Case's plan to spend more than $40 million on the company's shares nevertheless attracted investors to the normally thinly traded stock. About 213,000 shares traded hands today, more than 47 times its average daily volume over the past year, according to Bloomberg News.
ML&P itself has no role in the transaction, said its president, Gary L. Gifford. It is an arrangement between Case and the charities handling Weinberg's estate.
Morton B. Plant, chairman of the Associated Jewish Charities and a director of the Harry Weinberg Family Foundation Inc., said Case approached the foundation to see if the shares were available.
The foundation saw it as a good opportunity to turn a static stock holding into cash that can be used for charitable purposes, Plant said. Case is buying the charity's entire stake in the company. "We've been looking for a way to convert our stock into cash and this offer was made to us," said Plant, who is a director of ML&P, representing the Weinberg interests. The holding wasn't doing much for the charity, he said, and cash can be put to much better use. At the time of Weinberg's death in 1990, his ML&P stock was worth nearly $90 million.
Not very much of ML&P's stock is available for trading. The Cameron family group, relatives of the late J. Walter Cameron, own 35.1 percent, according to the company's last proxy statement, issued in February.
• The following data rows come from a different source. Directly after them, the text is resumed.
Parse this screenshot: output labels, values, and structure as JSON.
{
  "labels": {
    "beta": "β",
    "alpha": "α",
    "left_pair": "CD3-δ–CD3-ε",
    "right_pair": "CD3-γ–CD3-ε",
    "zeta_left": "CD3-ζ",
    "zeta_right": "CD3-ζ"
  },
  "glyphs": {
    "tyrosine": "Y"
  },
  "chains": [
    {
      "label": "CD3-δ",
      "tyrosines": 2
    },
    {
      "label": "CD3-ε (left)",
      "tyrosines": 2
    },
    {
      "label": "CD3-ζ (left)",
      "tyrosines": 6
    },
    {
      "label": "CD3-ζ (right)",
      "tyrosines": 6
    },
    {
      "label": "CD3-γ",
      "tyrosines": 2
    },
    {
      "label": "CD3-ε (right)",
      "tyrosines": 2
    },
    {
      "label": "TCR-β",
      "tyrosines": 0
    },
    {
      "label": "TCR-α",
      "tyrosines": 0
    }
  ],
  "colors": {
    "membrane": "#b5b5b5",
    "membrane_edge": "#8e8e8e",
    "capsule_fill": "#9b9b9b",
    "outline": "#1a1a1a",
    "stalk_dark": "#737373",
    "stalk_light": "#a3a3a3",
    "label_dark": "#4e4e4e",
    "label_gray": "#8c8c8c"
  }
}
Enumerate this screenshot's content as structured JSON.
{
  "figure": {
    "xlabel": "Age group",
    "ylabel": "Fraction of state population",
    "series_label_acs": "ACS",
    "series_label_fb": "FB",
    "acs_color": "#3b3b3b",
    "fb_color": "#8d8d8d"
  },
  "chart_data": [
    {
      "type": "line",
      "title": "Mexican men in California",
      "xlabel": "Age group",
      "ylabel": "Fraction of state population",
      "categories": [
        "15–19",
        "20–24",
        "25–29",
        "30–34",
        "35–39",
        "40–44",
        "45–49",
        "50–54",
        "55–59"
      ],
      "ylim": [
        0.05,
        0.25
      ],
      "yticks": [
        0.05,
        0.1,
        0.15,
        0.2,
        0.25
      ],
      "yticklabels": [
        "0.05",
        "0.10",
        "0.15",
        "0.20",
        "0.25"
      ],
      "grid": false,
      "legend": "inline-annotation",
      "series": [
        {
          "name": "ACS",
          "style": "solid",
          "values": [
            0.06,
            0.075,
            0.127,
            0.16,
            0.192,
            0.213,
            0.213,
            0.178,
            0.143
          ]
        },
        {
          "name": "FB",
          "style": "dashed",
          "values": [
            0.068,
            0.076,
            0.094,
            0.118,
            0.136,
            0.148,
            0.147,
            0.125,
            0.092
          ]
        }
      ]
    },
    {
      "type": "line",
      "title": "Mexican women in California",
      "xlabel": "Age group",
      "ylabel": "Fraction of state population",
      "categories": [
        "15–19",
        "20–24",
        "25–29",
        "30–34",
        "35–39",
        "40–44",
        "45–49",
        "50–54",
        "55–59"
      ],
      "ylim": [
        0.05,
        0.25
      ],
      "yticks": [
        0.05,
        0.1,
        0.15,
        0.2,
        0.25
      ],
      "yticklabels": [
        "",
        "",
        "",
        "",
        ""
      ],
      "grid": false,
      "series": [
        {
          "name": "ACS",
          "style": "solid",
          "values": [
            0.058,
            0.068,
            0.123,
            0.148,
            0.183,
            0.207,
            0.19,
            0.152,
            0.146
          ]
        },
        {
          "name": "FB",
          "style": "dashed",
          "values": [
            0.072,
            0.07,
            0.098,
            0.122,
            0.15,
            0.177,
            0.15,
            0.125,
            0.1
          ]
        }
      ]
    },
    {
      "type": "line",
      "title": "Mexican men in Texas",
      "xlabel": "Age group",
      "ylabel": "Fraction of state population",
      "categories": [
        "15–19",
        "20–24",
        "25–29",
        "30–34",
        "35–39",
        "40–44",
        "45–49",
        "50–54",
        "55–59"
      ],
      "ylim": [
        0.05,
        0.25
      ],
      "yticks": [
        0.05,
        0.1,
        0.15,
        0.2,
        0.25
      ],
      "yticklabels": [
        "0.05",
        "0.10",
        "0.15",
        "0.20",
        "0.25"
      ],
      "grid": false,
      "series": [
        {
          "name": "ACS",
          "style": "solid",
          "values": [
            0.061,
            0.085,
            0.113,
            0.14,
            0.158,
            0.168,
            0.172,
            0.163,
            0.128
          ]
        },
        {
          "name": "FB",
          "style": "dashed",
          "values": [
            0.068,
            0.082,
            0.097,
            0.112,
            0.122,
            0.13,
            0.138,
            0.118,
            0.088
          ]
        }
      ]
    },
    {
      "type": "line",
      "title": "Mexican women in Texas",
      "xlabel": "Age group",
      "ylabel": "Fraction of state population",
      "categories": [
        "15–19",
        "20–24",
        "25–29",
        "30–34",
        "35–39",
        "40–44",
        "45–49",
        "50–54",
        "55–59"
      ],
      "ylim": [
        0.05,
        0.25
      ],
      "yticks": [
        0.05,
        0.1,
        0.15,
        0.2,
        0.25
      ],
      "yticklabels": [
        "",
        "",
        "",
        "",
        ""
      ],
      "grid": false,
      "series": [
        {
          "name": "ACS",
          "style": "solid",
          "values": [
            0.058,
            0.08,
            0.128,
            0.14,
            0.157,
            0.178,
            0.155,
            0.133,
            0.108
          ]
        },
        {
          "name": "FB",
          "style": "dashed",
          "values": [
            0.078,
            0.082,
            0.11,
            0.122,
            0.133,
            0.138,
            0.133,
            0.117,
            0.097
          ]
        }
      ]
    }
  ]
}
Another 7.2 percent is held by a trust for employees of the company.
Case's purchase is subject to approval by regulatory authorities and ML&P stockholders. Gifford said a shareholders meeting will soon be held to vote on it.
Honolulu analyst Randy Havre said he doesn't expect the stock to stay as high as it was today, but even at that price it still represents value.
Today's peak price would give the company a market value of about $180 million. "That's a reasonable value for that company," Havre said.
Case, 40, is the son of prominent Honolulu attorney Daniel Case. He got interested in computers and on-line chatting when he was a student. After marketing positions that included a stint at PepsiCo. Inc., Case joined the company that was to become America Online.
In 1992, Case became AOL chief executive and has since made a personal fortune from AOL stock. AOL's last proxy statement, issued at the end of last September, showed Case holding 3 million AOL shares, worth about $345 million at today's prices.